Cyber Resilience

CVE-2023-33140

MediumPublic PoC

Published: 14 June 2023

Published
14 June 2023
Modified
10 April 2025
KEV Added
Patch
CVSS Score v3.1 6.5 CVSS:3.1/AV:N/AC:L/PR:N/UI:R/S:U/C:H/I:N/A:N
EPSS Score 0.0553 90.5th percentile
Risk Priority 16 60% EPSS · 20% KEV · 20% CVSS

Summary

CVE-2023-33140 is a medium-severity Authentication Bypass by Spoofing (CWE-290) vulnerability in Microsoft Onenote. Its CVSS base score is 6.5 (Medium).

Operationally, ranked in the top 9.5% of CVEs by exploit likelihood; it is not currently listed in the CISA KEV catalog; a public proof-of-concept is referenced.

Deeper analysis

Microsoft OneNote is affected by a spoofing vulnerability identified as CVE-2023-33140. The flaw received a CVSS v3.1 score of 6.5 and is linked to CWE-290, reflecting weaknesses that allow improper authentication validation.

An unauthenticated remote attacker can exploit the issue over the network by supplying specially crafted content that requires user interaction, enabling the spoofing of trusted elements and resulting in disclosure of high-value confidential information without affecting integrity or availability.

Microsoft's security update guide for CVE-2023-33140 outlines the availability of patches and recommended mitigations for supported OneNote builds.

A publicly posted proof-of-concept on GitHub demonstrates the attack against OneNote version 2305 build 16.0.16501.20074, and the associated EPSS score reached a recorded peak of 0.0762.

EU & UK References

Vulnerability details

Microsoft OneNote Spoofing Vulnerability

CWE(s)

Related Threats

No named actor attribution yet. ATT&CK technique mapping in progress for this CVE.

Affected Assets

microsoft
onenote
all versions

Mitigating Controls

Likely Mitigating Controls AI

Per-CVE control mapping for this CVE has not run yet; the list below is derived from the weakness types (CWEs) cited in the NVD entry.

addresses: CWE-290

Reveals spoofed logon attempts through unexpected previous logon timestamps upon legitimate login.

addresses: CWE-290

Training specifically addresses recognizing spoofed communications and phishing that enable authentication bypass.

addresses: CWE-290

Requiring verifiable identity evidence at appropriate assurance levels makes it substantially harder for attackers to successfully spoof or impersonate users to obtain accounts.

addresses: CWE-290

Unique device authentication makes successful spoofing of device identity substantially more difficult to achieve.

addresses: CWE-290

Unique identification of non-organizational users reduces the feasibility of authentication bypass by spoofing.

addresses: CWE-290

Unique identification and authentication of services before communications makes spoofing of service identities substantially harder.

addresses: CWE-290

Isolated trusted path ensures the user interacts only with genuine system components, preventing spoofing of authentication interfaces or prompts.

addresses: CWE-290

Directly counters DNS response spoofing by requiring cryptographic origin authentication artifacts from the authoritative source.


**Your goal**
Using the listing below, show all lines that hold the word "pixels".

**Exercise materials**
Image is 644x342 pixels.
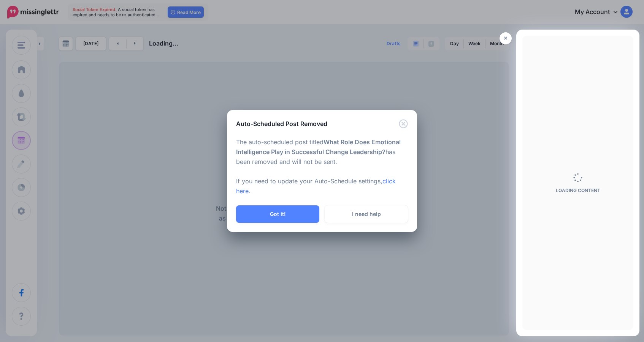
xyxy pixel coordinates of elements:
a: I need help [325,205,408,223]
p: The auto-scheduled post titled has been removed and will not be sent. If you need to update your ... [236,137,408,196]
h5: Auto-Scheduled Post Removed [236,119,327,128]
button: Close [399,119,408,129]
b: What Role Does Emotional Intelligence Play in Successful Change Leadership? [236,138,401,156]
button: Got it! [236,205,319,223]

* * *

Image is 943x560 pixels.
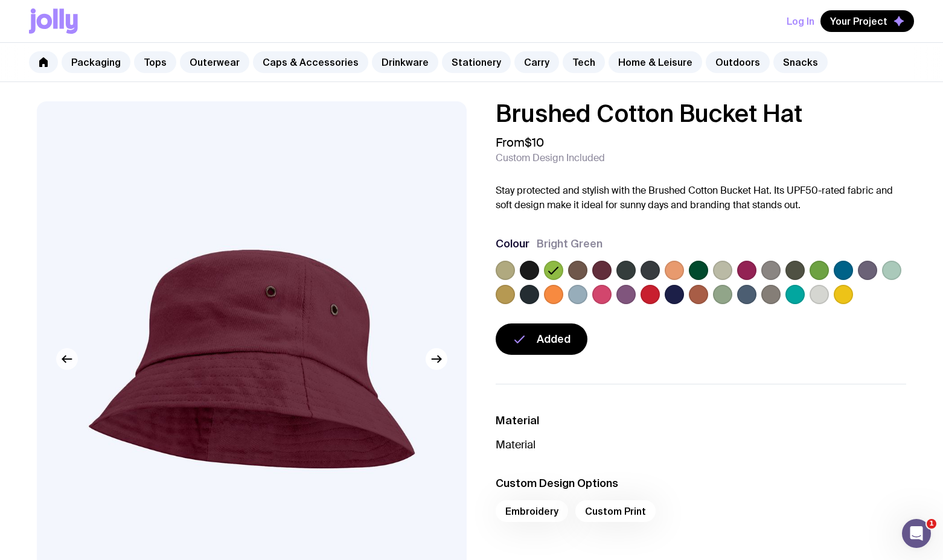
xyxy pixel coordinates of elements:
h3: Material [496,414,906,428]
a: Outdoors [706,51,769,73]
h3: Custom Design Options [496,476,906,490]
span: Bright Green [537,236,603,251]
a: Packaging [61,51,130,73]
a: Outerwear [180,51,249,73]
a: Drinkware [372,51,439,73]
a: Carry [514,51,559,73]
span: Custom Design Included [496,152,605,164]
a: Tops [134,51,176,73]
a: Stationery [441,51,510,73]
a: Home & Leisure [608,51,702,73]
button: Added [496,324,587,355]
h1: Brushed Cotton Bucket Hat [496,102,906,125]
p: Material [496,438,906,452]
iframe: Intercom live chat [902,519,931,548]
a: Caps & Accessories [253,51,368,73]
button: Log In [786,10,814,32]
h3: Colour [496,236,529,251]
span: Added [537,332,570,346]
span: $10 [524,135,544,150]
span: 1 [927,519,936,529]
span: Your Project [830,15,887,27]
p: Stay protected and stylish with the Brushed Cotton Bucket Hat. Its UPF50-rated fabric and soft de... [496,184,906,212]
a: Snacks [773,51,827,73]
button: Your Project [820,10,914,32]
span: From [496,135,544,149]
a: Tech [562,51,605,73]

**Reply to the task**
Image is 644x342 pixels.
Image is 943x560 pixels.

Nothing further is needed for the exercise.